Alert received: 2024-11-18 02:47:11 UTC

An automated alert fired at 02:47 UTC. The alert rule detected more than 20 failed RDP logins from a single external IP within a 5-minute window targeting WINSERVER-02. Your mission: confirm the attack, determine if it was successful, and identify what the attacker did after getting in.

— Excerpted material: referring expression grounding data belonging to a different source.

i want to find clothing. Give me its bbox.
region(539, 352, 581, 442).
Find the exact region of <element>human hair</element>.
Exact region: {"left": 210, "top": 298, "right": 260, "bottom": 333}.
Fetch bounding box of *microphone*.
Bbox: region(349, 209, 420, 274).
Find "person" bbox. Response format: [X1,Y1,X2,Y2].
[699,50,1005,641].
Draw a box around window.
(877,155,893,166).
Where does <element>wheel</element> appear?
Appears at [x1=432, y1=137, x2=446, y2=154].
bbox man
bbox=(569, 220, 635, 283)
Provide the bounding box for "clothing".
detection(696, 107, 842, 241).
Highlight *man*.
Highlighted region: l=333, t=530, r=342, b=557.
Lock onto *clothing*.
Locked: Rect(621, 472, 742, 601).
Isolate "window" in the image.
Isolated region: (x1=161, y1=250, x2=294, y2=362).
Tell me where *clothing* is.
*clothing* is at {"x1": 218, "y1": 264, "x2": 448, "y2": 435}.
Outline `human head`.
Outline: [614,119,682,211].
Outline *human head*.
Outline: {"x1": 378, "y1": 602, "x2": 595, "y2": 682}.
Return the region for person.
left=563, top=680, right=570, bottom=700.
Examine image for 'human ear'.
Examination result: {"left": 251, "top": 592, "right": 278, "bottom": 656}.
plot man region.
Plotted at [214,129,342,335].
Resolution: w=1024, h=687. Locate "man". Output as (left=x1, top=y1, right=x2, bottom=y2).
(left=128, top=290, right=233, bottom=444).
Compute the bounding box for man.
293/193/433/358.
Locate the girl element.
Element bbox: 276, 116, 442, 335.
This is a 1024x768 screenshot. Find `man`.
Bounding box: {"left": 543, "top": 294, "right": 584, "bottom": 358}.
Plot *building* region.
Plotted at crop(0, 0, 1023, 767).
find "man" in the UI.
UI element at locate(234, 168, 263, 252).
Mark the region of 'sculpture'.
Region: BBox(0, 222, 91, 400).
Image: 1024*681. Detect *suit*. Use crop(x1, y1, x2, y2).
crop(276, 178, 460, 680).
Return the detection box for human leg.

# Key Event IDs to investigate 4625 - An account failed to log on (failed RDP attempt) 4624 - An account was successfully logged on (successful RDP) 4776 - The domain controller attempted to validate credentials 4672 - Special privileges assigned to new logon (admin login) 4648 - A logon was attempted using explicit credentials 7045 - A new service was installed (post-compromise persistence)

โš  Walkthrough โ€” Spoiler Alert

โ–ผ Expand
โš  Attempt the lab first. The walkthrough reveals attacker TTPs and answers.

Step 1: Boot the lab VM. Open Splunk at localhost:8000. Navigate to the "RDP_INVESTIGATION" app.

Step 2: Count failed logins per source IP:

index=wineventlog EventCode=4625 earliest=-2h | stats count by src_ip, user | sort -count | head 20

Step 3: You'll see IP 203.0.113.45 with 847 failed attempts. Now check if any succeeded:

index=wineventlog EventCode=4624 src_ip="203.0.113.45" | table _time, user, src_ip, logon_type

Step 4: Successful login at 02:51:34 UTC as user "Administrator". Logon type 10 (RemoteInteractive = RDP). Now check post-compromise activity:

index=wineventlog user="Administrator" earliest="2024-11-18T02:51:00" | sort _time | table _time, EventCode, user, Message

Step 5: You'll find Event 7045 โ€” a new service "svchost64" was created at 02:54:18 UTC. This is persistence via a malicious service. Flag as Critical. Escalate immediately.